Among the many, many provisions in the One Big Beautiful Bill Act signed last month by President Donald Trump is one that will have a direct, positive impact on Louisiana: an extra $9.9 billion for NASA space programs, including the one that is intended to take astronauts back to the moon.
Key elements of that program take place on the Gulf Coast at NASA's Michoud Assembly Facility in New Orleans East and at Stennis Space Center in Mississippi.
Those facilities support thousands of jobs, ranging from highly technical engineers to skilled tradesmen and laborers. Those industries and jobs have long been economic boons to our region.
The renewed funding averts what some had feared could be catastrophic cuts after some in the Trump administration, including Elon Musk, mused publicly about ending funding for government programs to support space flight.
Earlier proposals would have ended the program after Artemis 3, a manned mission to the moon currently planned for March 2027. But the OBBB funds the program through Artemis 4 and 5 and into the 2030s.
Getting the funding put back into the budget was largely the work of Texas Republican Sen. Ted Cruz, who argued that cutting it would put the United States at a competitive disadvantage to China.
We are, of course, grateful that the programs, especially Artemis, will be fully funded. Important parts of every Artemis mission, including the main stage rocket, are assembled at Michoud, and the program's rocket engines are tested at Stennis.
The bill's passage has come at the same time as other good news for Michoud and Stennis. After a NASA contractor filed notice with the state that it intended to lay off hundreds of workers in Louisiana when its contract ended at the end of June, the new contractor, Nova Space Solutions, announced last month that it had rehired almost all of those workers.
What's more, the company went above a NASA-imposed requirement that it honor an existing deal with unionized workers at the facilities for one year and forged an additional three-year pact. The average hourly wage for United Auto Workers union members at Michoud will now be just under $40 per hour. Nova executives noted in a statement that they were both former union members, something that aided the negotiations.
In addition, earlier cuts announced by Boeing were smaller than expected. The company originally said it might have to cut 400 workers across three space facilities, including Michoud, but the company ended up cutting fewer than 200.
We are heartened by these developments and what they mean, not just for America's forays into the final frontier, but for us close to home. Beyond employment and salary numbers, our region can be proud of its contribution to mankind's boldest explorations.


### Your assignment
The answer is every line in the data below that contains the word "Venue".

### Website and app data records
· · · ·

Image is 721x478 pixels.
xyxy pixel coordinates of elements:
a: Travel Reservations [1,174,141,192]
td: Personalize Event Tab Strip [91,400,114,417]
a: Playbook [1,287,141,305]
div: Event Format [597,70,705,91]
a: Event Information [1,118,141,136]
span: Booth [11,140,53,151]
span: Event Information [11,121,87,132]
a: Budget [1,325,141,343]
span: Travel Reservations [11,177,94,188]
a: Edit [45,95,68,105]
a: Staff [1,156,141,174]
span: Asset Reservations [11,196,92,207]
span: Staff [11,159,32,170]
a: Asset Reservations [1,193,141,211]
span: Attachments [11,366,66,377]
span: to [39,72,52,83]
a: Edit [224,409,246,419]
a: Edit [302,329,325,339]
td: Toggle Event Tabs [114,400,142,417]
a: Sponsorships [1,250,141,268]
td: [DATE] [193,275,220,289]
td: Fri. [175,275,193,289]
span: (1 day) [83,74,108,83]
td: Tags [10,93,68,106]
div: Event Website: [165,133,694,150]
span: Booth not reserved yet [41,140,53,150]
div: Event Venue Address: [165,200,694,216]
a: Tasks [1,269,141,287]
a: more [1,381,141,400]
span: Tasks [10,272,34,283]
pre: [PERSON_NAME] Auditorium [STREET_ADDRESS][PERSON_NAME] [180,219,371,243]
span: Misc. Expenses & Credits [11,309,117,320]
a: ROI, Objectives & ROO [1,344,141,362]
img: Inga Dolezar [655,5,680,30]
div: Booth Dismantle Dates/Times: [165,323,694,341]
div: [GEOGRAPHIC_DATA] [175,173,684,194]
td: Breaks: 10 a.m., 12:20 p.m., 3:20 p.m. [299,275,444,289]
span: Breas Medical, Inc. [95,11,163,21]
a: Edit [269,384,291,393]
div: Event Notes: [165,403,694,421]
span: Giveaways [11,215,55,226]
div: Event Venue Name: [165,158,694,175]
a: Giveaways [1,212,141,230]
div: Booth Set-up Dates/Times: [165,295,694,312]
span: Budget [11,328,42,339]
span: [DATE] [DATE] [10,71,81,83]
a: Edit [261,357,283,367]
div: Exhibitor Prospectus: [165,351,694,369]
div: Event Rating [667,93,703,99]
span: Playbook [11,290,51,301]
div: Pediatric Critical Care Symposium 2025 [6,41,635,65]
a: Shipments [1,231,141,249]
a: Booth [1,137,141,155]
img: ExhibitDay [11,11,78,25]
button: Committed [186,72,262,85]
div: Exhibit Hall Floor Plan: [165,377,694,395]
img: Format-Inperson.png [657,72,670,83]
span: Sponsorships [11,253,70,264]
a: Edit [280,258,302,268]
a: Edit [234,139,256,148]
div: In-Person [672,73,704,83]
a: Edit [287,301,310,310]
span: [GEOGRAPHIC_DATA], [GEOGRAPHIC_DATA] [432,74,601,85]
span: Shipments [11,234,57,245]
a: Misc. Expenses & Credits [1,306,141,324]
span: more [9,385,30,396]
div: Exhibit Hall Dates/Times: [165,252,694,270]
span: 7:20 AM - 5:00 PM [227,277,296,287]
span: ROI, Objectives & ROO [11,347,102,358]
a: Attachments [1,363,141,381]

· · · ·

### Response for this exercise
div: Event Venue Address: [165,200,694,216]
div: Event Venue Name: [165,158,694,175]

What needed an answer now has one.